In this, I will describe from an insiders view, what is happening, how this is
being done, how to see if you are a victim, and what you can do to prevent this
from happening to your network.
---
Chapter 1. - Starting with the Basics
A)
Intro to IRC
IRC is a
worldwide network of computers all setup for one purpose, communication. People can come to IRC to chat with friends
or meet new people, discuss hot topics such as politics, religion, or breaking
news. Over the recent years it has gained much fame, much due to popularity in
the warez scene. Warez, simply defined, is the illegal downloading of
copyrighted material. Groups which have access to pre-released games, are
willing to sneak a camera into a theatre, or happened to beta test the newest
Microsoft OS, are eagerly willing to digitize these formats, and make them
readily available on the internet for the masses. How does IRC fit into this?

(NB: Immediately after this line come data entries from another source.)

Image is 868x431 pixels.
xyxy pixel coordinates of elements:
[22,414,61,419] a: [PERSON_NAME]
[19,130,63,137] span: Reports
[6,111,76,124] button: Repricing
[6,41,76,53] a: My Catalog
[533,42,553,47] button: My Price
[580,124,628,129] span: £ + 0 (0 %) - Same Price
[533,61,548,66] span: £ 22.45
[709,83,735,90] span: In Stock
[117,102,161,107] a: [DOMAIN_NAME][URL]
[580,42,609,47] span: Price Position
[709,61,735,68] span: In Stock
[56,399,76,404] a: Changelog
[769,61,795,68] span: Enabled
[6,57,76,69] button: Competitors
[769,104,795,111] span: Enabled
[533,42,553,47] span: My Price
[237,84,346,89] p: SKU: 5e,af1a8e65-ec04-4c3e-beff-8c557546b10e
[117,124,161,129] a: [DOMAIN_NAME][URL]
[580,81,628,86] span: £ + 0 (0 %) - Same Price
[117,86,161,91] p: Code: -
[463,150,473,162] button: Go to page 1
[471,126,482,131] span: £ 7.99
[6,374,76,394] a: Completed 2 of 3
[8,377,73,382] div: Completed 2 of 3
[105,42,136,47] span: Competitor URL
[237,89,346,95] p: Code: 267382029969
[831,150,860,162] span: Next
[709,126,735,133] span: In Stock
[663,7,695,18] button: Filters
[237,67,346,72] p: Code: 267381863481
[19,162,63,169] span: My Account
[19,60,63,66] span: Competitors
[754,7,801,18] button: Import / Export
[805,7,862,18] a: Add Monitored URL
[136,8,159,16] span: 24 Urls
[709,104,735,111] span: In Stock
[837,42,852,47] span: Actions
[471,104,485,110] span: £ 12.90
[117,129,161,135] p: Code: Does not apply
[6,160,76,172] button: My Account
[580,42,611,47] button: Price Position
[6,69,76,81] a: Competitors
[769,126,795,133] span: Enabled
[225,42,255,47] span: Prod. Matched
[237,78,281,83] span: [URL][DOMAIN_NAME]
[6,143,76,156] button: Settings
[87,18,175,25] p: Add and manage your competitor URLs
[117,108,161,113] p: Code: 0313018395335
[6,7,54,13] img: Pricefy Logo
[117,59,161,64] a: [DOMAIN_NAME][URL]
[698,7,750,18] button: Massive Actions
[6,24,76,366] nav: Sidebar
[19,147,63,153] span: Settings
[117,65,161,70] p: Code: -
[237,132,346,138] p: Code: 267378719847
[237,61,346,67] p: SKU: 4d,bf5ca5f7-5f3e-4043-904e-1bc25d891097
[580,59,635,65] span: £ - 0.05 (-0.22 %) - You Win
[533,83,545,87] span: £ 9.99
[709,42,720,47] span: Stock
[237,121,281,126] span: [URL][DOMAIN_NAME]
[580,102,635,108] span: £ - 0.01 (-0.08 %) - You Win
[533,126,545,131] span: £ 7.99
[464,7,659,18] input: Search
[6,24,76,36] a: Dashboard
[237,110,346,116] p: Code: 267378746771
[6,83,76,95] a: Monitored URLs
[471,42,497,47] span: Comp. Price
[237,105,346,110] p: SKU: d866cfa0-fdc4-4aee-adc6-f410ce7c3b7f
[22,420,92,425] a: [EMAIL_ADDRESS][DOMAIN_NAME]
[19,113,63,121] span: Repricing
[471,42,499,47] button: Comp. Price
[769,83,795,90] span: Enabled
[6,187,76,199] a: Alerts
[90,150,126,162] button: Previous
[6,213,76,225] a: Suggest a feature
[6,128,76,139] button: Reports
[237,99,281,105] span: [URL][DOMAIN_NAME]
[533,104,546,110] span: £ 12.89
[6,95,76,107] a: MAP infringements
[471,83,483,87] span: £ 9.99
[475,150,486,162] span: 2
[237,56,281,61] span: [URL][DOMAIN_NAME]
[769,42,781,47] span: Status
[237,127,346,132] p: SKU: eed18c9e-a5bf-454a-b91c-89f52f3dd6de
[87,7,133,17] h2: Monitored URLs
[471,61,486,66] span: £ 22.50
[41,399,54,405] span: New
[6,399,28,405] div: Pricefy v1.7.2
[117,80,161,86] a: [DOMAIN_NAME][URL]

IRC is one meeting place people (deemed leechers) can come to congregate and
download these files.
B) Intro to File Sharing
Ahhh.. the
wonders of connecting to a server, finding a file, and downloading it. Sure is
easier than going to Best Buy and buying the game (and usually quicker). So,
what is exactly file sharing? Simply… sharing files. Large amounts of people
connect to servers, where they are all ‘connected’ to each other, to download
files off others hard drives. IRC has a file server feature, where people can
connect, view files on your machine, and download whatever you give them access
too. But there are also services such as Kazza, BearShare, Napster, LimeWire,
and many more which when you search for a file, your looking through everyones
computer at once. That is what it is all about. How is file sharing related to
this article? Read on…
C) Intro to XDCC
Pay
attention, this is where things pick up. XDCC revolutionized IRC. Many people
now use IRC because of this new ‘XDCC’ feature. What is it? Like a file server,
yet automated. It will periodically list the files (usually 1-5 large files) in
the channel (chat room) which it is hosting, for people to download. There is a
program called Iroffer (1) which makes this even easier. It will (using the
definitions in a configuration file you setup), connect to an IRC server, join
a channel, and automatically list files. You can set bandwidth limits, max
sends per persons, and more, which will all be covered later.
--- Chapter 2.
– Programs Used
A) X-Scan
X-Scan (2)
is a great program, no doubt. Using an upgradeable exploit database,
multi-threaded scanning, and great stability, the author(s) have really
delivered. For windows, X-Scan can scan anything from POP3 vulnerabilities, cracking
File Sharing passwords, null passwords, to web server faults. When dealing with
IRC XDCC hacking although, many deem to turn to one choice in particular
‘NT-Server-Password’. What this does is scan a large user given range of IP’s
and checks for file sharing. When it finds a windows machine with file sharing
enabled (port 139), it will get a netbios table list of all usernames on that
machine. This can be acquired manually also using the following commands in
DOS:
C:\winnt\system32\> nbtstat –A 127.0.0.1
Where 127.0.0.1 is any given IP with file sharing or
netbios. Back on track… Once it gets a list of all usernames for an IP, it will
then check for weak passwords, or no passwords at all. Many people, when
installing windows 2000, NT, or XP will forget the true essence of a password.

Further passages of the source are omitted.